Documentary Film (work-in-progress) | 90min | 4K 4:3 | Stereo
In his work-in-progress feature film Our Father, Robby Reis documents the creation of a digital doppelgänger of his late father with generative AI. Using voice-cloning tools, he reconstructs his father’s voice from a single audio cassette recording, and with facial animation software, he brings photographs to life, allowing his father to speak with subtle, lifelike expressions.
The film unfolds as a series of self-reflexive, posthumous correspondences—narrated letters in which father and son reflect on grief, parallel lives, their family’s migration from the Azores to Montreal, their contributions to Montreal’s Portuguese community, and his father’s uncanny digital rebirth. These exchanges intertwine with non-AI materials from Reis’ family archive—photographs, 8mm home movies, handwritten letters, and inherited keepsakes—creating a dialogue between past and present, mediated by technology.
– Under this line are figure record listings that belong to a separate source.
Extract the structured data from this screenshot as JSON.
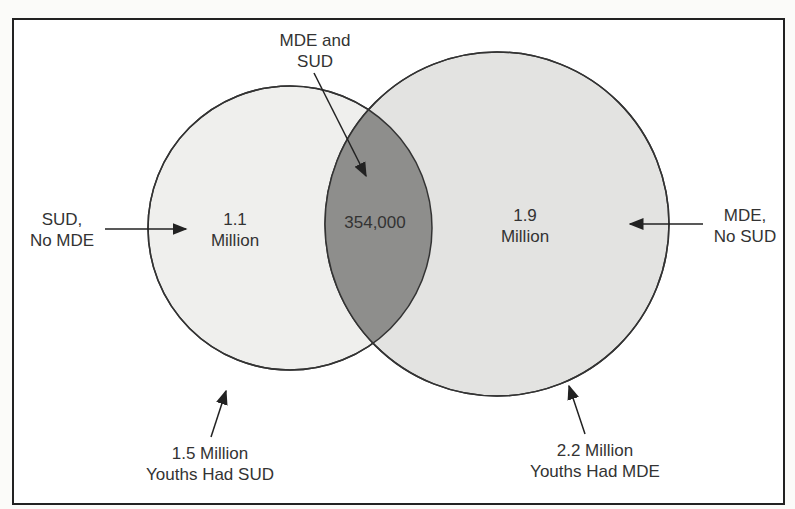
{
  "diagram": {
    "type": "venn",
    "sets": [
      {
        "name": "SUD",
        "total_label": "1.5 Million",
        "caption": "Youths Had SUD",
        "only_label": "SUD,",
        "only_label2": "No MDE",
        "only_value_line1": "1.1",
        "only_value_line2": "Million",
        "fill": "#efefed"
      },
      {
        "name": "MDE",
        "total_label": "2.2 Million",
        "caption": "Youths Had MDE",
        "only_label": "MDE,",
        "only_label2": "No SUD",
        "only_value_line1": "1.9",
        "only_value_line2": "Million",
        "fill": "#e3e3e1"
      }
    ],
    "intersection": {
      "label_line1": "MDE and",
      "label_line2": "SUD",
      "value": "354,000",
      "fill": "#8e8e8c"
    },
    "colors": {
      "outline": "#333333",
      "border": "#222222"
    }
  }
}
Additional vignettes capture the making of these encounters, offering reflections as poignant as the correspondences themselves.
Our Father is produced by Natali Film, and will be presented at Forum, RIDM’s Rough Cut Pitch in November 2025.
Reis is also expanding Our Father into a multimedia installation.
In an initial AI facial animation test, Reis uses the Live-Portrait platform to transform his favourite still portrait of his late father into a short video with subtle facial expressions, and the ElevenLabs voice-cloning platform to recreate his voice.
“In my first AI facial animation experiment, I used the AI image-generation platform Live Portrait to animate a still photo of my father, turning it into a short video where he makes subtle facial expressions. I uploaded his photo along with a headshot-style video of myself speaking—the AI mapped my movements onto his image to generate new expressions. I then replaced my own voice with my father’s cloned voice, created through ElevenLabs, using a few salvaged minutes of his speech from an old cassette. The platform analyzed his tone, rhythm, and inflection to generate a digital voice model, which I used to bring his words—and imagined conversations—back to life. These first experiments honestly shook me—not because they perfectly resembled my father, but because I realized I could make him say anything. It struck me that this technology could become a powerful tool for healing. Suddenly, confronting grief didn’t feel insurmountable. I even began to look forward to it.”
-Robby Reis
This sequence presents the digital rebirth of Reis’ father, in which he calmly recognizes that he is ‘not real’ during their reintroduction.
“While I fully acknowledge the risks AI poses to the livelihoods of artists and film technicians—and strongly oppose its use to replace human scriptwriters, to digitally simulate actors without their consent, or to distort historical truth through forged AI-generated documents—I also can’t ignore the exciting potential of its ethical applications, particularly in voice cloning in cinema. The potential to share the culturally relevant personal histories of individuals who have passed, using their own voices in a manner that resonates with diverse audiences, is too exciting a prospect to ignore. Ultimately, the dichotomy presented by Gen AI technology in the film industry does not necessarily signify its downfall. But, it does call for extensive debate and arbitration to ensure its responsible use, fostering opportunities for artists and technicians to thrive rather than become obsolete. This presents a significant challenge, but one that must be addressed to propel the art form forward. Producing Our Father along with writing about my experience and process, all while sparking discussions throughout the research and dissemination stages, is one way I aim to contribute to this important conversation.”
-Robby Reis
In this scene, a grieving son writes to his father, reflecting on their family’s vital role in the development of the local Portuguese community.
“As a second-generation Azorean immigrant, I’ve come to realize that the key to understanding myself more deeply—as painfully cliché as it sounds—can only be found through getting to know my father better posthumously. It should come as no surprise, then, that my art practice is shaped by memories of our relationship, and that my reimaginings of the past draw deeply on our family’s image archive. This approach first took shape after my father’s passing in 2010 and evolved in 2023 into anxious anticipation with the advent of widely accessible generative AI technologies. Despite the inherent solitude of this endeavour, it offers a cathartic and transformative path toward understanding the profound impact of his absence—a gesture meant to fill the void he left behind, only to reveal it even more vividly.“
-Robby Reis
In this scene, Reis’s father recounts their family’s contribution to Montreal’s Portuguese community in the late 1950s.